Monday, February 15, 2010

Fashion as Law

by Diana Vassar


The fashion magazine has become something of a fashion rule book but there are times that fashion reaches across all people, acting as an aesthetic law.



Importantly a law is something to which all must answer. The law is the highest system for all people. As a system of "good taste" and Western aesthetics, fashion sometimes acts as a law for all. However within particular cultures or subcultures fashion is really a system of rules, smaller codes than law that only exist within the system. A rule means nothing outside the subculture.



Agnes Brooks Young, “Fashion Has Its Laws”
Agnes Brooks Young (1898-1974) was an author of both novels and literature on fashion and costuming. She was born and raised in Cleveland, where she graduated from Cleveland School of Art before continuing education at The School of Arts and Design at Columbia University in New York City and later at l’Ecole Francais in Paris. In her post-graduate years she returned to Cleveland and became the costume director at the Cleveland Play House. During her tenure as a professor at Case Western Reserve (1930-1932) and a few years following, she published her work on fashion,Stage Costuming and Recurring Cycles of Fashion, 1760-1937. The essay, “Fashion Has Its Laws,” is an excerpt from Recurring Cycles of Fashion, 1760-1937, published in 1937.

It is important to review the historical context of Young’s book, considering that fashion is often directly correlated to social history. After reading the excerpt, I was particularly struck by the difference between 1895 and 1910 in Young’s sketches of style silhouettes. I researched the historical events during this time period in hopes to shed light on the apparent drastic change in fashion.

1895-1910: America experienced the largest wave of European immigration. 1890 marked the beginning of Progressivism and issues resulting from modernization (muckraking, environmentalism, and social justice). In 1908, Ford introduced the Model T and the assembly, thus beginning the second wave of industry. Products were mass-produced and people began culminating large amounts of “stuff,” including clothes. Closets began to grow. With new accessibility to variety comes a “craving for novelty”.


The title of this excerpt from Agnes Brooks Young’s book, Recurring Cycles of Fashion, 1760-1937, explicitly states the excerpt’s premise: “Fashion Has Its Laws.” According to Young, fashion is and must always be changing; however, contrary to “universally accepted beliefs,” these changes are not fickle and spontaneous. In other words, fashion is not “lawless,” but rather a process of slow and continuous modifications on a central type.

Young begins her argument, that fashion has laws, by refuting the counter-argument, that fashion is lawless. She contends that studies supporting fashion’s lawlessness are at fault because they focus primarily on the outliers of fashion, the most elaborate costumes worn by a select few, and neglect to recognize the trends, the typical fashions worn by most. Comparable to the economic market, fashion has trends and often works in cycles. These trends are more revealing than selected individual items since these individual items are very often exceptions to the “rule”. By studying the typical annual fashions between 1760 and 1937, Young identified the trends and discovered that these trends were widely indicated by the contour of European and American women’s skirts.


The central types of skirts fit into three categories: back-fullness, tubular, and bell-shaped. Young found that each category dominated for a total of approximately thirty non-consecutive years across the 178-year period and therefore concludes that fashion trends are not only continuous but also cyclical. Over the course of time, small changes in garments add up to produce larger changes. As seen in Ulrich Lehmann’s essay, “Benjamin and the Revolution of Fashion in Modernity,” the fashion product contains a history in each of its pieces and in each of its folds. It is only natural then for the culmination of changes to reveal a final return to a previous dominant style.

Variations visible today


If fashion has laws, then the real question is: who dictates these laws? By definition, a law is a “rule of conduct imposed by an authority.” According to Young, the fashion laws are determined by the world and its acceptance of the styles displayed by the “fashion dictators in Paris.” These “fashion dictators,” or Paris designers, do not wield enough power to determine what will be fashionable – that power lies in the hands of the people. If the world does not accept what these designers propose, then the propositions become outliers to the trend and are eventually forgotten.

While intellectuals before her time neglected to recognize the popular trends, Young seems to focus too much on the center and, as a result, neglects the branches of fashion that stem from the norm. This creates a strong argument, but an argument nonetheless that is clearly more relevant to the 1930s than it is today. Put in context today, her argument is not withstanding. The art of fashion has grown immensely throughout history – most obviously in the fact that women no longer wear only skirts. I am not a fashion expert, but I cannot imagine it to be possible to centralize “the” fashion trend into one central vein given the endless number of styles throughout the world today.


Search the data for the word "JSON" and copy every line where it occurs.

Items from a figure collection:
┄┄┄┄┄┄┄┄┄┄

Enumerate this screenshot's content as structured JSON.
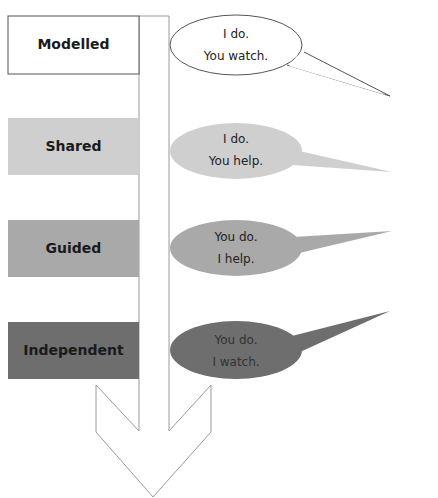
{
  "diagram": {
    "type": "gradual-release-of-responsibility",
    "arrow": {
      "direction": "down",
      "color": "#ffffff",
      "stroke": "#9a9a9a"
    },
    "stages": [
      {
        "label": "Modelled",
        "fill": "#ffffff",
        "line1": "I do.",
        "line2": "You watch.",
        "bubble_fill": "#ffffff"
      },
      {
        "label": "Shared",
        "fill": "#cfcfcf",
        "line1": "I do.",
        "line2": "You help.",
        "bubble_fill": "#cfcfcf"
      },
      {
        "label": "Guided",
        "fill": "#a9a9a9",
        "line1": "You do.",
        "line2": "I help.",
        "bubble_fill": "#a9a9a9"
      },
      {
        "label": "Independent",
        "fill": "#6e6e6e",
        "line1": "You do.",
        "line2": "I watch.",
        "bubble_fill": "#6e6e6e"
      }
    ]
  }
}
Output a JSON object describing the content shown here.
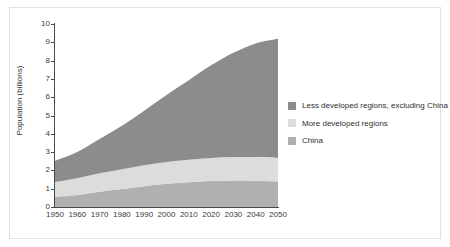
{
  "chart_data": {
    "type": "area",
    "stacked": true,
    "title": "",
    "subtitle": "",
    "xlabel": "",
    "ylabel": "Population (billions)",
    "xlim": [
      1950,
      2050
    ],
    "ylim": [
      0,
      10
    ],
    "grid": false,
    "legend_position": "right",
    "x": [
      1950,
      1960,
      1970,
      1980,
      1990,
      2000,
      2010,
      2020,
      2030,
      2040,
      2050
    ],
    "xticks": [
      "1950",
      "1960",
      "1970",
      "1980",
      "1990",
      "2000",
      "2010",
      "2020",
      "2030",
      "2040",
      "2050"
    ],
    "yticks": [
      "0",
      "1",
      "2",
      "3",
      "4",
      "5",
      "6",
      "7",
      "8",
      "9",
      "10"
    ],
    "series": [
      {
        "name": "China",
        "color": "#b0b0b0",
        "values": [
          0.55,
          0.65,
          0.83,
          0.98,
          1.14,
          1.27,
          1.35,
          1.42,
          1.45,
          1.44,
          1.4
        ]
      },
      {
        "name": "More developed regions",
        "color": "#dcdcdc",
        "values": [
          0.81,
          0.92,
          1.01,
          1.08,
          1.14,
          1.19,
          1.23,
          1.26,
          1.28,
          1.29,
          1.29
        ]
      },
      {
        "name": "Less developed regions, excluding China",
        "color": "#8c8c8c",
        "values": [
          1.17,
          1.44,
          1.87,
          2.38,
          2.98,
          3.66,
          4.35,
          5.06,
          5.7,
          6.21,
          6.5
        ]
      }
    ],
    "totals": [
      2.53,
      3.01,
      3.71,
      4.44,
      5.26,
      6.12,
      6.93,
      7.74,
      8.43,
      8.94,
      9.19
    ]
  },
  "legend": {
    "items": [
      {
        "label": "Less developed regions, excluding China",
        "color": "#8c8c8c"
      },
      {
        "label": "More developed regions",
        "color": "#dcdcdc"
      },
      {
        "label": "China",
        "color": "#b0b0b0"
      }
    ]
  },
  "axes": {
    "y_title": "Population (billions)",
    "y_ticks": [
      "10",
      "9",
      "8",
      "7",
      "6",
      "5",
      "4",
      "3",
      "2",
      "1",
      "0"
    ],
    "x_ticks": [
      "1950",
      "1960",
      "1970",
      "1980",
      "1990",
      "2000",
      "2010",
      "2020",
      "2030",
      "2040",
      "2050"
    ]
  }
}
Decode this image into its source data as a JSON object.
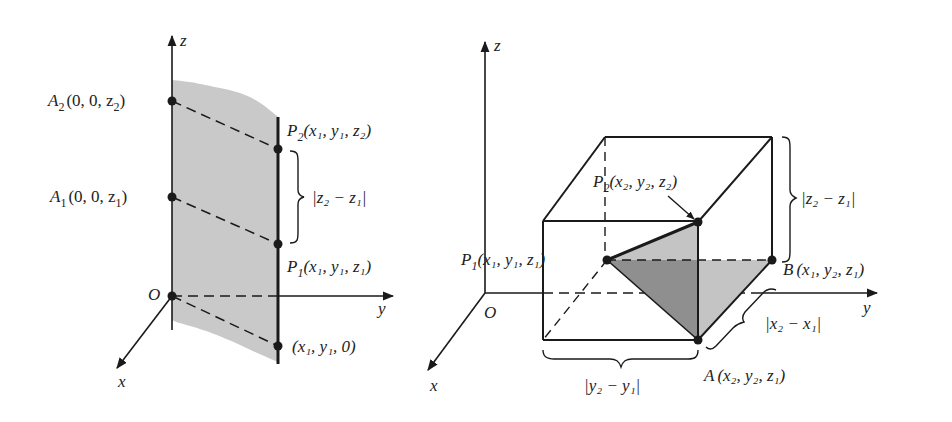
{
  "figure_left": {
    "axes": {
      "z": "z",
      "y": "y",
      "x": "x",
      "origin": "O"
    },
    "points": {
      "A2": {
        "name": "A",
        "sub": "2",
        "coords": "(0, 0, z",
        "coord_sub": "2",
        "close": ")"
      },
      "A1": {
        "name": "A",
        "sub": "1",
        "coords": "(0, 0, z",
        "coord_sub": "1",
        "close": ")"
      },
      "P2": {
        "name": "P",
        "sub": "2",
        "text": "(x₁, y₁, z₂)"
      },
      "P1": {
        "name": "P",
        "sub": "1",
        "text": "(x₁, y₁, z₁)"
      },
      "base": {
        "text": "(x₁, y₁, 0)"
      }
    },
    "brace_label": "|z₂ − z₁|"
  },
  "figure_right": {
    "axes": {
      "z": "z",
      "y": "y",
      "x": "x",
      "origin": "O"
    },
    "points": {
      "P2": {
        "name": "P",
        "sub": "2",
        "text": "(x₂, y₂, z₂)"
      },
      "P1": {
        "name": "P",
        "sub": "1",
        "text": "(x₁, y₁, z₁)"
      },
      "B": {
        "name": "B",
        "text": "(x₁, y₂, z₁)"
      },
      "A": {
        "name": "A",
        "text": "(x₂, y₂, z₁)"
      }
    },
    "brace_labels": {
      "z": "|z₂ − z₁|",
      "x": "|x₂ − x₁|",
      "y": "|y₂ − y₁|"
    }
  },
  "colors": {
    "ink": "#1a1a1a",
    "plane_fill": "#c9c9c9",
    "triangle_dark": "#8f8f8f",
    "triangle_light": "#c4c4c4"
  }
}
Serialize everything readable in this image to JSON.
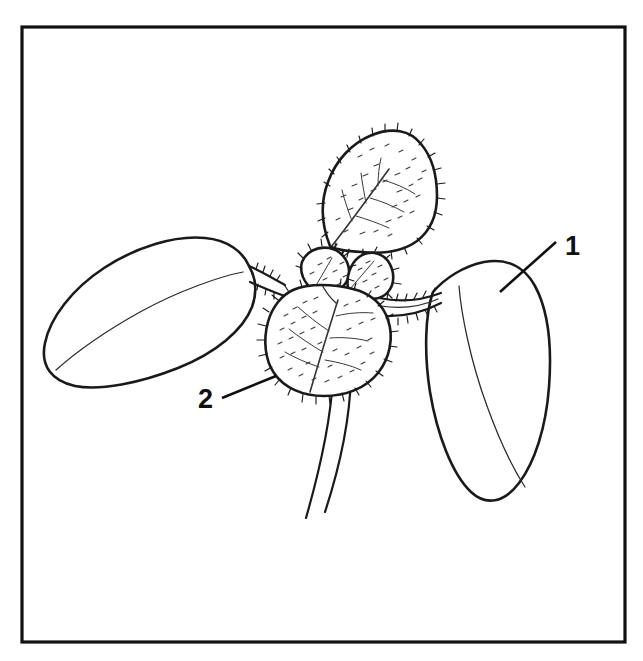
{
  "figure": {
    "background_color": "#ffffff",
    "ink_color": "#111111",
    "frame": {
      "name": "figure-border",
      "x": 22,
      "y": 27,
      "width": 603,
      "height": 615,
      "stroke_width": 3,
      "color": "#111111"
    },
    "callouts": [
      {
        "id": "callout-1",
        "label": "1",
        "part": "cotyledon",
        "text_x": 565,
        "text_y": 255,
        "leader_start_x": 556,
        "leader_start_y": 242,
        "leader_end_x": 500,
        "leader_end_y": 292
      },
      {
        "id": "callout-2",
        "label": "2",
        "part": "true-leaf",
        "text_x": 198,
        "text_y": 408,
        "leader_start_x": 222,
        "leader_start_y": 398,
        "leader_end_x": 276,
        "leader_end_y": 376
      }
    ],
    "parts": [
      {
        "name": "left-cotyledon",
        "label": ""
      },
      {
        "name": "right-cotyledon",
        "label": "1"
      },
      {
        "name": "lower-true-leaf",
        "label": "2"
      },
      {
        "name": "upper-true-leaf",
        "label": ""
      },
      {
        "name": "leaflet-cluster",
        "label": ""
      },
      {
        "name": "hypocotyl",
        "label": ""
      }
    ]
  }
}
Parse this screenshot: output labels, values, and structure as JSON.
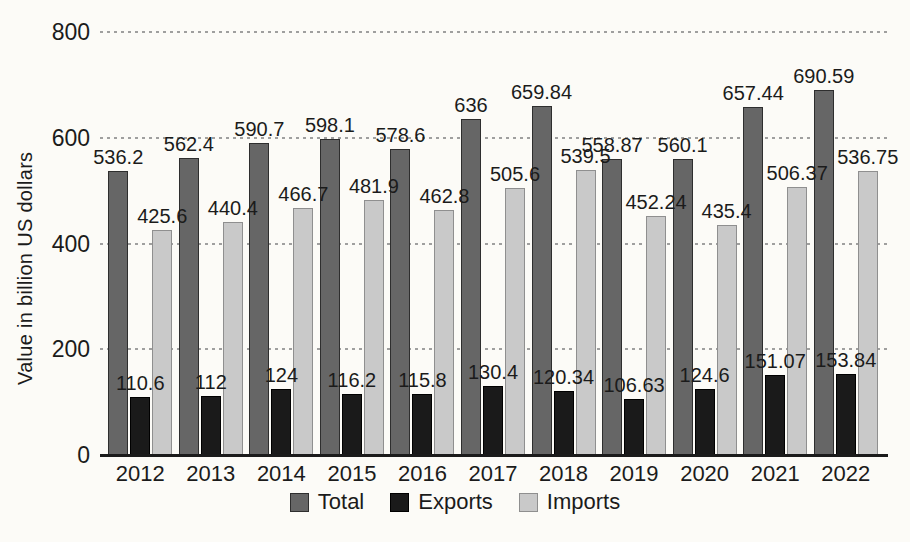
{
  "chart_data": {
    "type": "bar",
    "title": "",
    "ylabel": "Value in billion US dollars",
    "xlabel": "",
    "categories": [
      "2012",
      "2013",
      "2014",
      "2015",
      "2016",
      "2017",
      "2018",
      "2019",
      "2020",
      "2021",
      "2022"
    ],
    "series": [
      {
        "name": "Total",
        "color": "#666666",
        "border_color": "#2e2e2e",
        "values": [
          536.2,
          562.4,
          590.7,
          598.1,
          578.6,
          636,
          659.84,
          558.87,
          560.1,
          657.44,
          690.59
        ]
      },
      {
        "name": "Exports",
        "color": "#1a1a1a",
        "border_color": "#000000",
        "values": [
          110.6,
          112,
          124,
          116.2,
          115.8,
          130.4,
          120.34,
          106.63,
          124.6,
          151.07,
          153.84
        ]
      },
      {
        "name": "Imports",
        "color": "#c9c9c9",
        "border_color": "#8f8f8f",
        "values": [
          425.6,
          440.4,
          466.7,
          481.9,
          462.8,
          505.6,
          539.5,
          452.24,
          435.4,
          506.37,
          536.75
        ]
      }
    ],
    "ylim": [
      0,
      800
    ],
    "yticks": [
      0,
      200,
      400,
      600,
      800
    ],
    "grid": "horizontal-dotted",
    "legend_position": "bottom",
    "colors": {
      "background": "#fcfbf7",
      "text": "#1b1b1b",
      "gridline": "#8f8f8f",
      "axis_line": "#1b1b1b"
    }
  }
}
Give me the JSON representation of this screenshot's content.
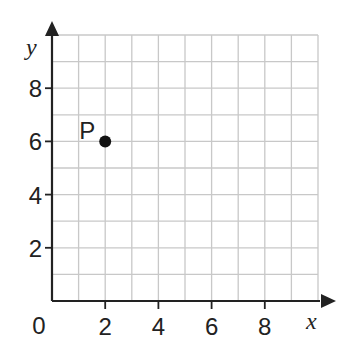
{
  "chart_data": {
    "type": "scatter",
    "title": "",
    "xlabel": "x",
    "ylabel": "y",
    "xlim": [
      0,
      10
    ],
    "ylim": [
      0,
      10
    ],
    "grid": true,
    "grid_step": 1,
    "x_ticks": [
      2,
      4,
      6,
      8
    ],
    "y_ticks": [
      2,
      4,
      6,
      8
    ],
    "origin_label": "0",
    "points": [
      {
        "label": "P",
        "x": 2,
        "y": 6
      }
    ],
    "colors": {
      "grid": "#c8c8c8",
      "axis": "#222222",
      "point": "#111111"
    }
  }
}
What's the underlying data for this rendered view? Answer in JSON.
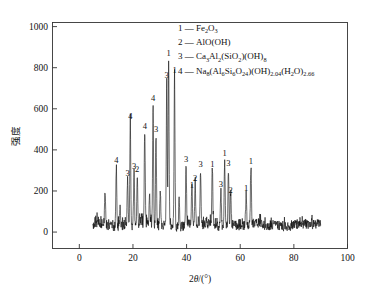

┄┄┄┄┄┄┄┄┄┄

Answer to the exercise —
Enumerate this screenshot's content as structured JSON.
Output a JSON object describing the content shown here.
Decode this image into its source data as a JSON object.
Serialize everything readable in this image to JSON.
Parse this screenshot: output labels, values, and structure as JSON.
Give me the JSON representation of this screenshot's content.
What's the underlying data for this rendered view? Answer in JSON.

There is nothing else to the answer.